10 chess games a day on chess.com. "I've played about 6,000 in the last two years. I don't recommend playing against me."

Habit that most improved your life?

Four months of therapy specifically to learn to compartmentalise anxiety. "I put strict boundaries between professional and personal life, and stop inflating small problems. It made me a better professional, a better person, and a much calmer one."

Worst advice in the art or startup world?

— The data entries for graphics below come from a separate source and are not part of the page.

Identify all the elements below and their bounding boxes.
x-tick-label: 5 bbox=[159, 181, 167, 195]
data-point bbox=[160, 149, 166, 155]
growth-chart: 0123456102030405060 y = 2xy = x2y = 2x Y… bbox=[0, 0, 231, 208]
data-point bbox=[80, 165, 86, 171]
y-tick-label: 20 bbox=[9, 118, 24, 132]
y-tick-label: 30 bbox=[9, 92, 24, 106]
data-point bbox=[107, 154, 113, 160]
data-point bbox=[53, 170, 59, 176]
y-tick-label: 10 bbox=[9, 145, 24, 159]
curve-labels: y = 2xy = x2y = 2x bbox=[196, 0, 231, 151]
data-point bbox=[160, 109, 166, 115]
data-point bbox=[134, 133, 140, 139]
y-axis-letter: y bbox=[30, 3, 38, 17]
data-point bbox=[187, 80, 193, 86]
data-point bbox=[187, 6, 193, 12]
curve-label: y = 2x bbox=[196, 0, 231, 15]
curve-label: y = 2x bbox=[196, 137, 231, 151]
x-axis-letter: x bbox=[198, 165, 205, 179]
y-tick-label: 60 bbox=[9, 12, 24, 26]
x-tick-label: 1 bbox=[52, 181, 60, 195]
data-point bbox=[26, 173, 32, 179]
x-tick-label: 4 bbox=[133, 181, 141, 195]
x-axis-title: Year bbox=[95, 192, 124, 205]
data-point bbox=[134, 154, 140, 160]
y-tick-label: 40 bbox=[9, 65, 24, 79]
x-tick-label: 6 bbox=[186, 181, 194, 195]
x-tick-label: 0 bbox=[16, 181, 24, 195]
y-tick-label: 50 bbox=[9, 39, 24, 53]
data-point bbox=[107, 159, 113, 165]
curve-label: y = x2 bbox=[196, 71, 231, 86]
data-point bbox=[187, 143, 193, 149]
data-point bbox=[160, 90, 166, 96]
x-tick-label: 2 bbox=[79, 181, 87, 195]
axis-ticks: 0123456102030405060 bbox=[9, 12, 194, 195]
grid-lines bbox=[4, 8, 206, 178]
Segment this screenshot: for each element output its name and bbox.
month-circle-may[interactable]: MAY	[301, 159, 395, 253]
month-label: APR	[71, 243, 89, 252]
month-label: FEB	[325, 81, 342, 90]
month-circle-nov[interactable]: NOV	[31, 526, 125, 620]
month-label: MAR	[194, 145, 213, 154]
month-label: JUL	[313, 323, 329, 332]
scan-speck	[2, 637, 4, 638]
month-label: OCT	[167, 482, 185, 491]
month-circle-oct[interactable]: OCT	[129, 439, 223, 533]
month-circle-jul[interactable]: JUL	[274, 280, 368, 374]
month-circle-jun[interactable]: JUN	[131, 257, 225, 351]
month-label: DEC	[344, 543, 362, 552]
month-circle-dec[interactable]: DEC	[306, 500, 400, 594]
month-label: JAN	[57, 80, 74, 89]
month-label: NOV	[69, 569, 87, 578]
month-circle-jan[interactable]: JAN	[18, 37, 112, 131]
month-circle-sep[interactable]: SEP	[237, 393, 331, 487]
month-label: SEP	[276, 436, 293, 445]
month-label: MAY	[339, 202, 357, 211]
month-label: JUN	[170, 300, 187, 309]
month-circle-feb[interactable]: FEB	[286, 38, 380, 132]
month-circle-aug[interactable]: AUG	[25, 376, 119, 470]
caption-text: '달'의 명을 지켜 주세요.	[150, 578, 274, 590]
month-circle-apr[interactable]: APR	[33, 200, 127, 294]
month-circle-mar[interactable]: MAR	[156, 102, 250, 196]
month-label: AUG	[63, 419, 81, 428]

In art: confusing curriculum with quality. In startups: thinking investors validate your business. "What validates you is clients. What validates you is your community. Investors come after that — and the round obsession is still too present."

🔑 Key takeaways

1

Art quality is measurable — subjectivity shrinks at high granularity. 59 parameters across formal and conceptual axes produce near-consensus among trained evaluators. The key metric at every level: difficulty of the problem + virtuosity of the solution.

2

Gallery curriculum is a terrible price predictor. Transactions are the only valid signal. Institutional presence has almost no correlation with secondary market performance. Verified transaction history — with payment evidence — is the only honest basis for art pricing.

3

You can make money investing in art — but only with professional portfolio management. Target IRR 12–18%, 3–4× cash-on-cash over 8–10 years is achievable with correct artist selection and active management of the four risks: appreciation, liquidity, artist, channel.

4

The pivot moment: call your customers before building more product. Sao spent two years building a digital marketplace that generated €7,000. One phone popup and 20 direct calls produced more revenue in a month than the entire commercial team. The product was not the problem — the absence of human advisory was.

5

Survive the near-death — don't rush the round. Sao fired 17 people on December 11, received a €300K wire on December 16, and rebuilt from 3 people. Self-funded growth with no VC since then. "The round is not what validates you. Clients validate you."

6

Venture capital is only right for certain companies. Sao required steady compounding growth and data accumulation, not rapid scaling capital. Taking VC money early created years of misaligned incentives. "Dilute yourself, lose control — and unless you're building something enormous, it's complicated."

CS

Carlos Suárez

Co-Founder & CEO · Sao

Law and Business graduate (Universidad Autónoma de Madrid), master's in equity and derivatives management (BME). Career: investment banking at BBVA (M&A and equity capital markets, ~70–80 hours/week). Founded Sao in 2016, originally as a digital art marketplace, pivoted to advisory model in 2019 after discovering that direct client calls generated 10× the revenue of e-commerce. Nearly went bankrupt in November 2019; rebuilt from 3 people to a profitable 22-person platform with €3.5M 2024 revenue, 40,000+ advisory clients, and expansion into France and Latin America. Active angel investor and business mentor. Nova member and community contributor.